Study limitations include a lack of data on the actual locations of ore processing, and a lack of ability to distinguish processing-related take-home lead exposures from direct exposures to tailings. Additionally, we did not collect data on children's behaviors that could impact exposure, such as hand-to-mouth behaviors or time spent near ore processing or tailings. Our inclusion of child's age and sex in regression models may have controlled for some potential effect of behaviors on lead exposure. Another limitation is the lack of detailed dietary data on factors that could reduce lead uptake, such as iron supplements, or that could increase exposures, such as eating animals hunted with lead ammunition.26
There are a number of opportunities for further study. Little is known about the synergistic effects of multiple metal exposures, and exploring this relationship in Zamfara could be informative. We did not find alarmingly high mercury levels in children, although they were elevated by US standards. Blood manganese and cadmium levels were also elevated for some children (data not shown). It would also be informative to perform follow-up cognitive studies of the children in the Zamfara area, because little is known about the impact of such high blood lead levels in children who survived the earlier disaster.
Conclusion
The results of this study demonstrate that elevated BLLs are widespread in Zamfara, and are higher among children living in compounds with members who processed lead-containing gold ore. The proportion of children with BLLs ≥45 μg/dL appears lower at the statewide level than previously reported for highly contaminated villages.
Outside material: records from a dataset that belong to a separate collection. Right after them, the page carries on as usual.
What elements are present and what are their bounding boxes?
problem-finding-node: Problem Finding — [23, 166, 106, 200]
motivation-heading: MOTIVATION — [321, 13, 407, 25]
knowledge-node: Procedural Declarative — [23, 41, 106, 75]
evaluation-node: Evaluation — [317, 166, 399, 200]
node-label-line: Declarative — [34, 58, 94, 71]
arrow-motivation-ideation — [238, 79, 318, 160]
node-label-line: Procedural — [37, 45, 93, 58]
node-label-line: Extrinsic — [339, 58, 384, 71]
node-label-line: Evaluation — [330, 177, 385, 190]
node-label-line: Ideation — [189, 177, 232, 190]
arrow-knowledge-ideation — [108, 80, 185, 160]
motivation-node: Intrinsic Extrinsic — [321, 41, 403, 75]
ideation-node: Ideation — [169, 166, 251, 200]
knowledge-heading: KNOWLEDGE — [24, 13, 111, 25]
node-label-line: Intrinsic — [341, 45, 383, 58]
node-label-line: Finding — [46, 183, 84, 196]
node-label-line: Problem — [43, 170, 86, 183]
Although elevated BLLs <45 μg/dL are not associated with mortality, they can have life-long health impacts. These children, and those who continue to be exposed, can suffer intelligence loss, learning and behavioral disorders, anemia, reduced stature, hearing loss, peripheral neuropathy, hypertension, and reproductive and renal effects. The societal and economic effects of aggregate intelligence loss in areas with widespread lead exposures can be substantial. Continued remediation, education, BLL surveillance, emission controls, and occupational hygiene measures are needed to prevent childhood lead exposures. The lead poisoning deaths in May 2015 of 28 children related to ore processing in Zamfara's neighbor state of Niger demonstrate that these measures are needed throughout the region.28
References
Author notes
Patient consent. Obtained
Ethics approval. The study protocol was approved by the US Centers for Disease Control Institutional Review Board-A and the National Health Research Ethics Committee of Nigeria.
Competing Interests. The authors declare no competing financial interests.